Funny peculiar
Published 20 November 2008
A Field Guide to the British
Sarah Lyall
Quercus, 277pp, £14.99
Funny peculiar
It is uncertain that the world was crying out for yet another book on the quirks of contemporary Britain and the British, but the phenomenal success of Bill Bryson's Notes from a Small Island created something of a vogue for the subject among non-British authors - although arguably the best of this mini-genre was produced by a native, Jeremy Paxman. In The English, Paxman took aim at Bryson for lazily trafficking in stereotypes. It is rather more difficult, he asserted, to look at a culture and attempt to describe what is going on and why. Bryson's book was amusing but clichéd, Paxman's well-observed but unfunny. Sarah Lyall's Field Guide to the British succeeds when she manages both well-observed and amusing.
Lyall is an American who moved to London "for love" and began covering Blair's Britain for the New York Times. With her background, her education and her experience as a journalist on America's paper of record, she was well placed to serve as a kind of reverse Alistair Cooke, explaining Britain to Americans as Cooke had America to the Brits. She is less focused on the big events than Cooke and more concerned with analysis of those aspects of modern British life particular to this island which seem peculiar to the foreign (read: American) observer.
She is badly served by her title. This is not a field guide to the British, but a field guide to the English and, by and large, what advertisers would term the AB classes at that. When a Scot appears it is almost invariably in the form of a drunken, kilted figure in the House of Lords, though the "virtually mute" residents of North Uist, trapped under sodden skies and divided over the correct approach to hedgehogs, do get a look-in. The Welsh and Northern Irish are entirely absent as are, generally, the working class.
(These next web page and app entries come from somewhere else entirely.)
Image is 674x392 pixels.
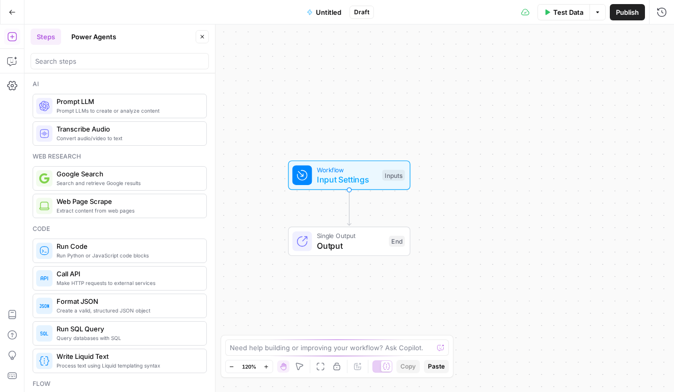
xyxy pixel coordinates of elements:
span: Single Output [317,231,384,240]
button: Untitled [300,4,347,20]
div: Web research [33,152,207,161]
span: Run SQL Query [57,323,198,334]
span: Prompt LLMs to create or analyze content [57,106,198,115]
span: Call API [57,268,198,279]
button: Publish [610,4,645,20]
div: Inputs [382,170,404,181]
span: Run Code [57,241,198,251]
button: Copy [396,360,420,373]
span: Process text using Liquid templating syntax [57,361,198,369]
span: Copy [400,362,416,371]
span: Google Search [57,169,198,179]
span: Search and retrieve Google results [57,179,198,187]
span: Format JSON [57,296,198,306]
div: WorkflowInput SettingsInputs [255,160,444,190]
span: Query databases with SQL [57,334,198,342]
div: Flow [33,379,207,388]
div: End [389,236,405,247]
span: Write Liquid Text [57,351,198,361]
span: Make HTTP requests to external services [57,279,198,287]
span: Run Python or JavaScript code blocks [57,251,198,259]
span: Publish [616,7,639,17]
button: Power Agents [65,29,122,45]
span: Untitled [316,7,341,17]
span: Draft [354,8,369,17]
span: Extract content from web pages [57,206,198,214]
g: Edge from start to end [347,190,351,226]
span: Paste [428,362,445,371]
button: Paste [424,360,449,373]
span: Create a valid, structured JSON object [57,306,198,314]
span: Web Page Scrape [57,196,198,206]
span: Convert audio/video to text [57,134,198,142]
input: Search steps [35,56,204,66]
span: Transcribe Audio [57,124,198,134]
div: Ai [33,79,207,89]
span: 120% [242,362,256,370]
div: Code [33,224,207,233]
span: Input Settings [317,173,377,185]
span: Workflow [317,165,377,174]
span: Prompt LLM [57,96,198,106]
div: Single OutputOutputEnd [255,227,444,256]
span: Test Data [553,7,583,17]
span: Output [317,239,384,252]
button: Test Data [537,4,589,20]
button: Steps [31,29,61,45]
Lyall does not in any sense avoid clichés, but rather embraces them while elucidating their truths and origins. She tackles head-on old-school Tory duffer-style misogyny, false modesty, U and non-U eccentrics and the tolerance of them, the love of animals and contrasting scant regard for children, the press's difficult relationship with facts, British teeth, the acceptance of privation and shoddiness, the weather. Clichés they may be, but all clichés are true - a San Francisco dentist once remarked when examining the mouth of a British patient that it was "like looking back in time".
Her Field Guide opens with lunch with an earl en famille. She clocks the scruffy cars and freezing house and is struck by the lack of affectation of the aristocracy. "What did I learn about my adopted country? That assumptions were made to be unmade. That true aristocrats are perhaps the only people in Britain secure enough not to care how others view what they drive, wear or eat. That some aspects of British life would likely remain forever beyond the grasp of my feeble colonial understanding. And that when invited to a picnic in the country, you should bring an extra sweater, and possibly also some extra food." Well, quite. But it is strange that Lyall finds this so foreign, having attended a boarding school in New England where, due to the weather, the affection of New Englanders for discomfort and the staple diet of Triscuits and Cheez Whiz, the same advice surely applies.
She fares better with the odd but enduring appeal of Englishmen for foreign women and the almost unfathomable English attitude to sex and bodies. Neatly expressed in the use of language that sounds either harsh - buttocks - or in nursery-speak - rumpy-pumpy, bonking - and the ability of a measurable percentage of the population to find Margaret Thatcher sexually desirable, the English sexual aesthetic is certainly unique:
In my unmarried twenties, I visited London for a long weekend and met a charming handsome Englishman at a smart party. Taken in by his smooth manners and verbal dexterity, I went back to his house for a nightcap. Out went Mr Darcy; in came Austin Powers. The man kissed like someone kissing for the first time, stabbing at my throat with his tongue, and then reverberating it back and forth as if he were a Boy Scout trying to start a fire. He grabbed at elements of my person like a climber who, locating a secure handhold on the rock face, clamps down and will not let go [. . .] I hastily hailed the nearest taxi.
Lyall provides a new slant on a well-worn theme - the English and their peculiarities, little and large. Her Field Guide takes the reader along on her sometimes uncomfortable journey to embrace life in England and when the embracing proves unappetising she anatomises the source of her bemusement with wit, sweetness and considerable style.